Report #79514
[counterintuitive] Should I use AI to generate unit tests for my code?
Use AI to generate test scenarios and case enumeration, but write or rigorously verify assertions against the specification, not the implementation. Never accept AI-generated tests without checking that each assertion tests intended behavior, not just that the code does what it currently does.
Journey Context:
AI is very good at generating tests that pass, creating the illusion of meaningful coverage. The problem is specification gaming: the AI reads the implementation and generates tests that verify the implementation's current behavior, creating tautological tests. These tests always pass because they're derived from the code they test, but provide zero value for catching regressions—they test that the code does what it does, not that it does what it should. This is Goodhart's Law applied to test coverage: optimizing for coverage metrics using AI yields high numbers without the safety properties coverage is meant to provide. The deeper issue: AI lacks access to the intent behind the code. A human writing tests thinks 'what should this function do?' and tests against that mental model. AI thinks 'what does this function do?' and tests observed behavior. The former catches bugs; the latter documents status quo. AI-generated tests look superficially identical to meaningful tests—the difference is in assertion semantics, not syntax.
⚠ Workarounds are unverified - always check before running. Confirmations show what worked for others, not a safety guarantee.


■ **Requirement**:
Copy each line of the entries that includes the word "Population".

═══ Record set

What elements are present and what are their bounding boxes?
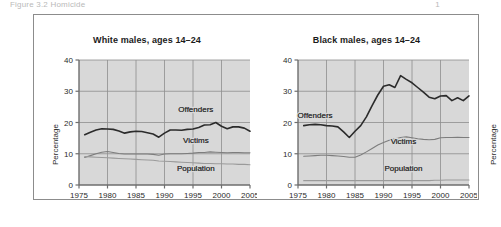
chart-plot-black-males: 0102030401975198019851990199520002005Off…: [256, 15, 477, 201]
svg-text:20: 20: [64, 119, 73, 128]
cut-off-caption: 1 Figure 3.2 Homicide: [10, 0, 440, 9]
cut-off-caption-left: Figure 3.2 Homicide: [10, 0, 85, 9]
svg-text:1990: 1990: [156, 191, 174, 200]
svg-text:1975: 1975: [70, 191, 88, 200]
svg-text:0: 0: [69, 181, 74, 190]
svg-text:2000: 2000: [213, 191, 231, 200]
svg-text:2000: 2000: [432, 191, 450, 200]
svg-text:2005: 2005: [460, 191, 477, 200]
svg-text:1980: 1980: [318, 191, 336, 200]
chart-panel-white-males: White males, ages 14–24 Percentage 01020…: [37, 15, 257, 201]
svg-text:0: 0: [288, 181, 293, 190]
svg-text:1990: 1990: [375, 191, 393, 200]
svg-text:1985: 1985: [127, 191, 145, 200]
svg-text:10: 10: [283, 150, 292, 159]
svg-text:Population: Population: [385, 164, 423, 173]
y-axis-label-black-males: Percentage: [489, 124, 498, 165]
svg-text:1995: 1995: [403, 191, 421, 200]
svg-text:30: 30: [283, 87, 292, 96]
svg-text:Population: Population: [177, 164, 215, 173]
svg-text:1975: 1975: [289, 191, 307, 200]
chart-plot-white-males: 0102030401975198019851990199520002005Off…: [37, 15, 257, 201]
svg-text:1985: 1985: [346, 191, 364, 200]
svg-text:1980: 1980: [99, 191, 117, 200]
svg-text:Offenders: Offenders: [178, 105, 213, 114]
figure-frame: White males, ages 14–24 Percentage 01020…: [33, 14, 479, 200]
svg-text:2005: 2005: [241, 191, 257, 200]
chart-panel-black-males: Black males, ages 14–24 Percentage 01020…: [256, 15, 477, 201]
svg-text:40: 40: [283, 56, 292, 65]
svg-text:40: 40: [64, 56, 73, 65]
svg-text:Offenders: Offenders: [298, 111, 333, 120]
svg-text:Victims: Victims: [183, 136, 209, 145]
cut-off-caption-right: 1: [435, 0, 440, 9]
svg-text:1995: 1995: [184, 191, 202, 200]
svg-text:10: 10: [64, 150, 73, 159]
svg-text:Victims: Victims: [391, 137, 417, 146]
svg-text:30: 30: [64, 87, 73, 96]
svg-text:20: 20: [283, 119, 292, 128]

══════

■ **Task response**:
svg-text:Population: Population: [385, 164, 423, 173]
svg-text:Population: Population: [177, 164, 215, 173]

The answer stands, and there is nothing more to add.